Sin of Omission

By Mitch Berg

The Strib can’t even hear the sound of a putatively conservative administration going out of its way to act like a DFL administration!

In this morning’s editorial, they arf and gargle about a federal education budget that differs from a liberal budget only in terms of the people on the “Sponsor” line:

To hear Bush administration officials tell it, their $56 billion proposed education budget for 2008 makes bold investments that “strategically” meet student needs.On what planet? Details of Bushs education package show that it takes baby steps forward while continuing a much larger slide in the other direction.

Where “forward” means “spending”, and where “slide” means…well, not exactly “not spending”, merely “not increasing the increase as fast as the other areas”.

Constructively, the president finally recognizes the need to increase funding for college Pell Grants, his signature No Child Left Behind NCLB and Title I programs for disadvantaged kids. But even those advances come at the cost of decreases in other areas.

Also, they are virtually worthless at the little business of educating children.

While Cherie Pierson Yecke was one of my favorite guests in the history of the NARN, and one of the sharpest people in the education bureaucracy, I’ll break with her and my fellow Republicans; No Child Left Behind is a joke, a farce, a disaster whose dimensions we can’t begin to imagine.

Not that the intentions – making schools more “Accountable” for the money we spend on them – aren’t honorable. But the educational-industrial complex is not honorable, it’s an organism programmed to survive and thrive at all costs. So the “Accountability” imperative has mutated, within the organism, into a focus on “teaching the test” that is leaving our kids as one of two things; kids adept at taking and scoring well on tests, who are well-drilled on the subjects of the tests and not much more (sort of like a circus trick dog who knows nothing about fetching birds or leading a blind person around), or kids shunted into “special ed” programs where those who don’t test well aren’t counted as heavily.

Pell Grants? Admirable in concept, dismal in execution. The presence of all that federal money has inflated the cost of a college education far out of reach (barring government aid, either in grants, loans or low-cost government institutions) of all but the wealthiest students. When my grandfather went to college in the thirties, a year at a four-year private school cost about a fifth of an average American’s annual income. When my father attended the same school twenty years later, it had inflated just a bit (as he related it to me, once upon a time), to about $500 a year, in an era when the average American made around $4-5000 a year. At the same college, 25 years later, I spent $4,000 a year (when the average income was in the low twenties). Today, when the average American earns in the low forties, a year at a public university is up around $10K, while most private schools are easily in the mid-teens.

This, as the value of that degree has plummeted.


Aim of the task: Beginning with the line containing "on li: Here." and ending with the last line, repeat the records exactly.

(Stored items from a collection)
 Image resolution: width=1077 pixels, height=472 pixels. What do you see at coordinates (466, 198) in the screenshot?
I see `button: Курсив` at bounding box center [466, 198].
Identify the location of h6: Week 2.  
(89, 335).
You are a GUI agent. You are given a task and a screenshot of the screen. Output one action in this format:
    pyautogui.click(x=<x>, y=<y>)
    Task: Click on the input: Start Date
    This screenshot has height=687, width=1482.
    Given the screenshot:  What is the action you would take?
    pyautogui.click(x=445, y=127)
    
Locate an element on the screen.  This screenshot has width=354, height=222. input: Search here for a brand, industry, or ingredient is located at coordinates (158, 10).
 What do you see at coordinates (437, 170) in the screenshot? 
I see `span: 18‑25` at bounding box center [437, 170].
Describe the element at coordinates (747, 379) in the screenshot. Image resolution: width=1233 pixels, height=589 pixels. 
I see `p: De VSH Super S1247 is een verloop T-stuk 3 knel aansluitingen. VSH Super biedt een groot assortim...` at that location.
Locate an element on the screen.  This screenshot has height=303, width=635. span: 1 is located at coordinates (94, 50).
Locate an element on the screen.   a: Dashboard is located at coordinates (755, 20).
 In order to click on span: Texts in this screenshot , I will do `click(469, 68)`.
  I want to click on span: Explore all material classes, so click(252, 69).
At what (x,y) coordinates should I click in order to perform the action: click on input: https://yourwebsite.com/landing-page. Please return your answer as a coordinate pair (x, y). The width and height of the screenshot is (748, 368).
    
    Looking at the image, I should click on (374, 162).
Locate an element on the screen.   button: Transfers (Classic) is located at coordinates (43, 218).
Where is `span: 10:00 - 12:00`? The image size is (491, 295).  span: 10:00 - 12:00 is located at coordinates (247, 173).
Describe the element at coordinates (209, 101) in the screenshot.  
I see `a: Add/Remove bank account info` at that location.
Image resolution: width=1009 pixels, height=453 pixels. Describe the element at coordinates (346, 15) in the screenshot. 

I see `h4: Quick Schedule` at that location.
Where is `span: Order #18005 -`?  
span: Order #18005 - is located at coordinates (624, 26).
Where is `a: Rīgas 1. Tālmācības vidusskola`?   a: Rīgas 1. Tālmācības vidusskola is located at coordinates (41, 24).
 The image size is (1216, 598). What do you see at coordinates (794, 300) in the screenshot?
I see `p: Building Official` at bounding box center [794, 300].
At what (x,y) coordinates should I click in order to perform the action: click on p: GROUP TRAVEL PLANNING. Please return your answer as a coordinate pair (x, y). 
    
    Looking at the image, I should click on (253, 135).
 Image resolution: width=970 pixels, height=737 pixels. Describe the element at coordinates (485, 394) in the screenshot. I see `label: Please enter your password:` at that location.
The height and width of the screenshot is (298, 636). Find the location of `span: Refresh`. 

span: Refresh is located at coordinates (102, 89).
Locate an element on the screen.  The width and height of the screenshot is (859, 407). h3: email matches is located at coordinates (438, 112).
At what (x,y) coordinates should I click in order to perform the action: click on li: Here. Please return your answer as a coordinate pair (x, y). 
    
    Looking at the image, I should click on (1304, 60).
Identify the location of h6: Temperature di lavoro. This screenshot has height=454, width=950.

Result of the exercise:
At what (x,y) coordinates should I click in order to perform the action: click on li: Here. Please return your answer as a coordinate pair (x, y). 
    
    Looking at the image, I should click on (1304, 60).
Identify the location of h6: Temperature di lavoro. This screenshot has height=454, width=950.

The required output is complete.